I started my day with overlapping meetings, a visit from the housekeeping service, more meetings, a visit from an electrician, and just now discovered that a "new" bug report actually relates a bug we introduced on June 20th last year, but only now got reported. Oh, also: it's 25°C and sunny.

At least it's Friday.

And I guess I can read some of these tomorrow morning:

Finally, the Chicago White Sox set a new team record yesterday: 14 losses in a row. They play the Red Sox tonight at home; can they make it 15 straight losses?

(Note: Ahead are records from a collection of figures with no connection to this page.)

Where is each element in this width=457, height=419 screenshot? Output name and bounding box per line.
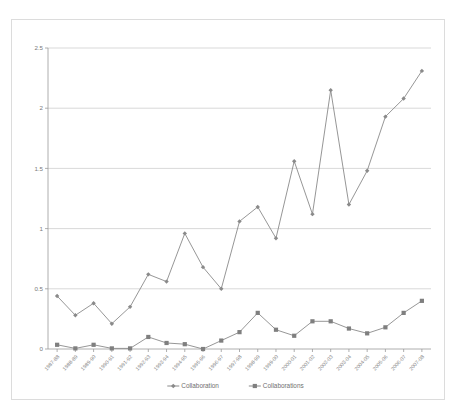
x-axis-labels: 1987-881988-891989-901990-911991-921992-… bbox=[43, 349, 425, 372]
x-axis-tick-label: 1996-97 bbox=[207, 354, 224, 372]
data-point bbox=[110, 346, 114, 350]
data-point bbox=[292, 159, 296, 163]
legend-label: Collaborations bbox=[263, 382, 304, 389]
data-point bbox=[383, 325, 387, 329]
chart-plot-area: 00.511.522.51987-881988-891989-901990-91… bbox=[12, 20, 446, 401]
x-axis-tick-label: 1988-89 bbox=[61, 354, 78, 372]
y-axis-tick-label: 1 bbox=[40, 225, 44, 232]
axes bbox=[48, 48, 431, 349]
x-axis-tick-label: 1990-91 bbox=[98, 354, 115, 372]
data-point bbox=[146, 272, 150, 276]
chart-frame: 00.511.522.51987-881988-891989-901990-91… bbox=[11, 19, 445, 400]
x-axis-tick-label: 1995-96 bbox=[189, 354, 206, 372]
legend-label: Collaboration bbox=[181, 382, 219, 389]
data-point bbox=[146, 335, 150, 339]
chart-legend: CollaborationCollaborations bbox=[167, 382, 303, 389]
x-axis-tick-label: 1997-98 bbox=[225, 354, 242, 372]
data-point bbox=[365, 331, 369, 335]
x-axis-tick-label: 1994-95 bbox=[171, 354, 188, 372]
x-axis-tick-label: 1991-92 bbox=[116, 354, 133, 372]
data-point bbox=[328, 88, 332, 92]
data-point bbox=[183, 231, 187, 235]
data-point bbox=[73, 346, 77, 350]
data-point bbox=[274, 236, 278, 240]
series-line bbox=[57, 71, 422, 324]
data-point bbox=[420, 299, 424, 303]
data-point bbox=[219, 338, 223, 342]
x-axis-tick-label: 2004-05 bbox=[353, 354, 370, 372]
x-axis-tick-label: 1998-99 bbox=[244, 354, 261, 372]
data-point bbox=[274, 328, 278, 332]
x-axis-tick-label: 2002-03 bbox=[317, 354, 334, 372]
x-axis-tick-label: 1992-93 bbox=[134, 354, 151, 372]
x-axis-tick-label: 2005-06 bbox=[371, 354, 388, 372]
line-chart: 00.511.522.51987-881988-891989-901990-91… bbox=[12, 20, 446, 401]
x-axis-tick-label: 2000-01 bbox=[280, 354, 297, 372]
x-axis-tick-label: 2003-04 bbox=[335, 354, 352, 372]
grid-lines: 00.511.522.5 bbox=[34, 44, 431, 352]
data-point bbox=[91, 343, 95, 347]
y-axis-tick-label: 1.5 bbox=[34, 165, 43, 172]
data-point bbox=[201, 347, 205, 351]
y-axis-tick-label: 0.5 bbox=[34, 285, 43, 292]
data-point bbox=[292, 334, 296, 338]
data-point bbox=[55, 343, 59, 347]
data-point bbox=[347, 202, 351, 206]
data-point bbox=[365, 169, 369, 173]
data-point bbox=[310, 212, 314, 216]
data-point bbox=[237, 330, 241, 334]
data-point bbox=[256, 311, 260, 315]
x-axis-tick-label: 2001-02 bbox=[298, 354, 315, 372]
legend-item-2[interactable]: Collaborations bbox=[249, 382, 304, 389]
x-axis-tick-label: 1987-88 bbox=[43, 354, 60, 372]
x-axis-tick-label: 1999-00 bbox=[262, 354, 279, 372]
series-2 bbox=[55, 299, 424, 351]
data-point bbox=[183, 342, 187, 346]
x-axis-tick-label: 1989-90 bbox=[79, 354, 96, 372]
y-axis-tick-label: 2.5 bbox=[34, 44, 43, 51]
data-point bbox=[347, 326, 351, 330]
data-point bbox=[164, 341, 168, 345]
data-point bbox=[310, 319, 314, 323]
legend-square-marker bbox=[253, 384, 257, 388]
data-point bbox=[164, 279, 168, 283]
data-point bbox=[402, 311, 406, 315]
x-axis-tick-label: 2006-07 bbox=[389, 354, 406, 372]
y-axis-tick-label: 0 bbox=[40, 345, 44, 352]
data-point bbox=[128, 346, 132, 350]
x-axis-tick-label: 1993-94 bbox=[152, 354, 169, 372]
legend-item-1[interactable]: Collaboration bbox=[167, 382, 219, 389]
data-point bbox=[329, 319, 333, 323]
x-axis-tick-label: 2007-08 bbox=[408, 354, 425, 372]
series-1 bbox=[55, 69, 424, 326]
y-axis-tick-label: 2 bbox=[40, 104, 44, 111]
legend-diamond-marker bbox=[171, 384, 176, 389]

The good and the bad of east light in the morning

My home office has an unobstructed eastern view, and it sits in a loft above my bedroom. That means my bedroom gets indirect eastern light. The blinds in my office don't block all that light, however, so for three months of the year my bedroom gets awfully bright before 6am. Today, for whatever reason, I didn't sleep through it.

Fortunately the sun rises before 6am only from late April to mid August, so I will get to sleep later eventually. And I do like that the sun sets after 7:30pm from early April to the end of August, so summer has its advantages.

Also, since I got to the office at 7:30 this morning, I won't feel too bad about leaving before 5pm and finding a patio to sit on with Cassie. We don't get this kind of weather all the time.

Lovely Sunday, pretty warm Monday

The last three days—i.e., the first three days of Summer—have shown us most of the weather we can expect this season. It rained most of Saturday, yesterday we had cool, sunny, and eminently walkable weather, and today it's hot and sticky with thunderstorms on the way. At least Cassie and I got to spend most of yesterday outside.

In other news:

Finally, a really fun video from Berlin setting an old German tongue-twister to a beat has garnered more TikTok views than Beyoncé. Apparently Germans, especially those named Barbara, really love their rhubarb pies.

Welcome to Summer

Summer officially begins today. We tied for 3rd-warmest spring in history, the second top-3 finish this century and the 3rd in my lifetime. And it turns out that we tied for the most sun in May as well. The CPC predicts June will start cool, but with the lake 2°C above normal already we could be in for a very warm summer.

Cassie and I started the season with a 5.6-kilometer walk through Lincoln Square and North Center (and a little bit of Lakeview), so we're both feeling pretty relaxed. And now we're off to run errands before the rain starts. So, a pleasant first few hours of summer.